Sunday, July 02, 2006

Marines Are Tough, But So Are Librarians


Yep, I said librarians. Another answer to How Would a Patriot Act?*.
After preventing a group of librarians from telling Congress about the FBI’s attempt to access patrons’ computer records, the federal government has dropped its request for the data.

The librarians who received the subpoena from the FBI fought a long court battle to avoid complying with the request and to remove a gag order that prohibited them from telling the public about the request. The federal government eventually released them from their mandatory silence, but only after lawmakers had renewed the USA Patriot Act provisions dealing with national security letters – the internally issued subpoenas the FBI can use to request records without a court order. The librarians had hoped to testify before Congress against the very policy that gagged them.

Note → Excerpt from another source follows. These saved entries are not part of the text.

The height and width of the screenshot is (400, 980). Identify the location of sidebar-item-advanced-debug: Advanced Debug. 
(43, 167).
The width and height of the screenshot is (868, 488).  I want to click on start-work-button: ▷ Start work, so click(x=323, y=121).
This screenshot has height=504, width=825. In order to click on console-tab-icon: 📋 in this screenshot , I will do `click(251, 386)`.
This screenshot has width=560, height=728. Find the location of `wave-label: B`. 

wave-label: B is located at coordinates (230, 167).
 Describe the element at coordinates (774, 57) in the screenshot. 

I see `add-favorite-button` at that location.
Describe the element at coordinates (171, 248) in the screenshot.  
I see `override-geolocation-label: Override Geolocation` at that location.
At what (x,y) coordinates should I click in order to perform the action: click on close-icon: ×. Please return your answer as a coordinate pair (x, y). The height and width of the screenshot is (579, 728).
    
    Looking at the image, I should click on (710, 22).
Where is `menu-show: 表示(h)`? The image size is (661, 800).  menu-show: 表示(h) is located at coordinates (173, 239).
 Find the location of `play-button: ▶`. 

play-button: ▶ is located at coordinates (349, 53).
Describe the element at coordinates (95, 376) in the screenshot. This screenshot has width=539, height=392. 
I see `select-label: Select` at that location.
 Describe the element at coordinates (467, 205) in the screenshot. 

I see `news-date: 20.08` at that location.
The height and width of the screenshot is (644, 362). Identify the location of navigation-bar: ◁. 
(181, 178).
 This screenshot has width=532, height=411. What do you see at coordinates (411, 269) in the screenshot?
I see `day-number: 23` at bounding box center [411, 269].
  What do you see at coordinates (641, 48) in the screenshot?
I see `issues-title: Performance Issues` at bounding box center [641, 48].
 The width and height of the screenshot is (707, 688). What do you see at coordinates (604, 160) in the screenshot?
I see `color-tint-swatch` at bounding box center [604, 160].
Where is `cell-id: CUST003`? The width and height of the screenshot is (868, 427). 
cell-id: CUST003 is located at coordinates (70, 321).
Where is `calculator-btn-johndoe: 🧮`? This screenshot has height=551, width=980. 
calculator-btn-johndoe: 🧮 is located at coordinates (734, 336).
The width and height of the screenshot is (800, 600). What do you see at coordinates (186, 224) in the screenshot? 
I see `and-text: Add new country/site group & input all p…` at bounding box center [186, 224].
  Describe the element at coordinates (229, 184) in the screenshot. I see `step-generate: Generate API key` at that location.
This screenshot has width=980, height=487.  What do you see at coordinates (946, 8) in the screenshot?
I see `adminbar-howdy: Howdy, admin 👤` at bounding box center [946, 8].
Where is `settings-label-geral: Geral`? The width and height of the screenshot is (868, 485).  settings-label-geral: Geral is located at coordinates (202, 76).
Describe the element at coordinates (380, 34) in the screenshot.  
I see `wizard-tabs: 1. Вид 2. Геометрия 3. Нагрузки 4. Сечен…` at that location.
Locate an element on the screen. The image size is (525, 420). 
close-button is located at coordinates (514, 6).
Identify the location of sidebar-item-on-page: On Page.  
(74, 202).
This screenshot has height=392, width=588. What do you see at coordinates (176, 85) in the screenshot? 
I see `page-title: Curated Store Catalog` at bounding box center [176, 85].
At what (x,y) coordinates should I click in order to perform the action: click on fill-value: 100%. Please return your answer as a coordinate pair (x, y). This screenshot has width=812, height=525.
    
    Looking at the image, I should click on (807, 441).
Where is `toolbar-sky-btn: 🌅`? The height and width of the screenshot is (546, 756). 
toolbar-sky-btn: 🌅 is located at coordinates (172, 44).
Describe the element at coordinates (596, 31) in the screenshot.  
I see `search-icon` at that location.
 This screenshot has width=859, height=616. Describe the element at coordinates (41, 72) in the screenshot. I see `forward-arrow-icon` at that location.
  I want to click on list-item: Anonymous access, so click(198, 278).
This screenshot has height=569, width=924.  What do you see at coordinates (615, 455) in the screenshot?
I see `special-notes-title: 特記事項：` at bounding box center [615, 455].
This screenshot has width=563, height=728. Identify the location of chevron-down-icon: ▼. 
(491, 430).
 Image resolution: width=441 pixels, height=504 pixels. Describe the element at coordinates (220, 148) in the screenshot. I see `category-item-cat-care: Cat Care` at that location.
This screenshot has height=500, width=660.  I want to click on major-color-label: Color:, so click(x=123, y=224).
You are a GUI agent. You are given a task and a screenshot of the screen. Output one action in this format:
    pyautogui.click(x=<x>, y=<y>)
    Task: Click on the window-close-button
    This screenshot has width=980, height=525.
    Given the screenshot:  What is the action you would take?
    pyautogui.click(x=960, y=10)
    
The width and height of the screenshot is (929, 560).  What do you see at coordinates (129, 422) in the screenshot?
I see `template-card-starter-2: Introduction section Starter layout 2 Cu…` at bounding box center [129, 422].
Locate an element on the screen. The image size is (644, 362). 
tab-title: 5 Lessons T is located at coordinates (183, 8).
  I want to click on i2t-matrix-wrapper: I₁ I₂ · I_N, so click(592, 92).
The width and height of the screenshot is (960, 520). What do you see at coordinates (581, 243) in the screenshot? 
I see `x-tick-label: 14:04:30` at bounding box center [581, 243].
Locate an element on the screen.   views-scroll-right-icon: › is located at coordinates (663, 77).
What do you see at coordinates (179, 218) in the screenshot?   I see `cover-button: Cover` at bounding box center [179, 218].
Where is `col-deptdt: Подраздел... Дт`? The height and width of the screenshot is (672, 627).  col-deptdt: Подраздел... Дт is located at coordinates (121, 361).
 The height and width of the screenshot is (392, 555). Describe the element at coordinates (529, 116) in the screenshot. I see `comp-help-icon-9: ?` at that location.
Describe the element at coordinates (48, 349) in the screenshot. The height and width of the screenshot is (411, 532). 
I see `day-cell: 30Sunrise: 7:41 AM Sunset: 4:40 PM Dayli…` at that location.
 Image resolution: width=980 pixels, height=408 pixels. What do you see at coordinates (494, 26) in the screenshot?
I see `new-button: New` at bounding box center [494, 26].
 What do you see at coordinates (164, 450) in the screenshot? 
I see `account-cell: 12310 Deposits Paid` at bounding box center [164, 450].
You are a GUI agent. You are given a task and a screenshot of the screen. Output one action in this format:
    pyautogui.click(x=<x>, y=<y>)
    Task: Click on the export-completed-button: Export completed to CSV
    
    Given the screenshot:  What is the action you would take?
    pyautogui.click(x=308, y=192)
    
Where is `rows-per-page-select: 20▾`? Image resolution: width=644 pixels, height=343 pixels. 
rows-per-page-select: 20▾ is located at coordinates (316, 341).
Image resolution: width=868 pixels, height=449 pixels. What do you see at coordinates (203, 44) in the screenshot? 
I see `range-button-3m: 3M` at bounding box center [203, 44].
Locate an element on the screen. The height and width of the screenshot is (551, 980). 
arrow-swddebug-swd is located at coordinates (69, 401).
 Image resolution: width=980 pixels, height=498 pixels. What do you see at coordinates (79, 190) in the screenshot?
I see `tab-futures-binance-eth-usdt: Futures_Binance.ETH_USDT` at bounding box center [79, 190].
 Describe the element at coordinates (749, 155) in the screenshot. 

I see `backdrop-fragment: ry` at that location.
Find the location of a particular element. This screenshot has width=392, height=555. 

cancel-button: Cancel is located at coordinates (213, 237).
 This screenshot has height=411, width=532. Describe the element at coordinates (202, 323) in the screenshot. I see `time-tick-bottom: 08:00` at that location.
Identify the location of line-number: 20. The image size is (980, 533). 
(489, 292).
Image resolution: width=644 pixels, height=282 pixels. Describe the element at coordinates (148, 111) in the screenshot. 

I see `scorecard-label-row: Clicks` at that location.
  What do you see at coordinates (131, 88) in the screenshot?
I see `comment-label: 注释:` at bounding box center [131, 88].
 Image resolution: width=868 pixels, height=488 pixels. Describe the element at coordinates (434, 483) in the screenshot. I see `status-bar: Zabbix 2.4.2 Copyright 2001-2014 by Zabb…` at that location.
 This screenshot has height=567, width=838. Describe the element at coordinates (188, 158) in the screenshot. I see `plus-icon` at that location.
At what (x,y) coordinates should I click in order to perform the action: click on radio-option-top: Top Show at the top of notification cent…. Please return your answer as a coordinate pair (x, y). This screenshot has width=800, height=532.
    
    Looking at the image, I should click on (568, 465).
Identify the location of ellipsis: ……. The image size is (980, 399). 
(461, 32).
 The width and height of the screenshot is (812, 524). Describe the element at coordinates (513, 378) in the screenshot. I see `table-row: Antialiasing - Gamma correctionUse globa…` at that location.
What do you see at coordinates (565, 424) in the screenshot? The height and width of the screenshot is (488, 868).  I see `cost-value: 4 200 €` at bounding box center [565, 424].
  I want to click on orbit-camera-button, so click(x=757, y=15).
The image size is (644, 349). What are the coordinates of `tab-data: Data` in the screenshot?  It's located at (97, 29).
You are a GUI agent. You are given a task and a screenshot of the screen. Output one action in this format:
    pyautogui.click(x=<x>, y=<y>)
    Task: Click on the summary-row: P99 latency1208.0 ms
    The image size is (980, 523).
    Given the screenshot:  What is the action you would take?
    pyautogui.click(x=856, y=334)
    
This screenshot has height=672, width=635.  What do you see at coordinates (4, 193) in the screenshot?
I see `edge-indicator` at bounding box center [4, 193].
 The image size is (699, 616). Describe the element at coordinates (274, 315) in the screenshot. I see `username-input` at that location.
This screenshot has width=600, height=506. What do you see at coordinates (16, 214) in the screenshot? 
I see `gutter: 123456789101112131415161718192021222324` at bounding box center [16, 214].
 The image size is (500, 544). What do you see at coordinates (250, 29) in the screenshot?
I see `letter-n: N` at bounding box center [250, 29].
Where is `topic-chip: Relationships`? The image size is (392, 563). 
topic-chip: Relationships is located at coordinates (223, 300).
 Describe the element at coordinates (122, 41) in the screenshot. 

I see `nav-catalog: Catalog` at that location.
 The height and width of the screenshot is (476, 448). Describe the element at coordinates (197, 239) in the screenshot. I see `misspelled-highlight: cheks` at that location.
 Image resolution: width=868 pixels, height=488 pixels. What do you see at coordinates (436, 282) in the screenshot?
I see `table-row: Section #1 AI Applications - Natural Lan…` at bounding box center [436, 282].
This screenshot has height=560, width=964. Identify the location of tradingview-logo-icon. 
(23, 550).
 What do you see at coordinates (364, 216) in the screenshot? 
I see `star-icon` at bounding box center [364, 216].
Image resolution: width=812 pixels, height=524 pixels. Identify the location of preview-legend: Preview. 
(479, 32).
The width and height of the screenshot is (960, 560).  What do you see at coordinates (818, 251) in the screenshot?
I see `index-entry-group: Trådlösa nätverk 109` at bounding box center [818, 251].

The American Civil Liberties Union, which litigated the case on behalf of the four librarians, announced Monday that the government had finally dropped its request for the records entirely, allowing the group to disclose the scope of the probe.

The FBI’s letter, which the ACLU posted to its website, demands that the Library Connection, a consortium of 26 Connecticut libraries, hand over “all subscriber information, billing information and access logs of any person or entity related to” a certain IP address during a 45-minute period on February 15, 2005. An IP address is a unique identifier of a computer or computer network.

Come to think of it, Laura Bush was a librarian. No wonder the moron keeps trying to prove he's macho. He has to prove he's tougher than she.

(source) Courtesy link. I've posted the whole item here.

* Glenn Greenwald's book. Buy it at Amazon.com.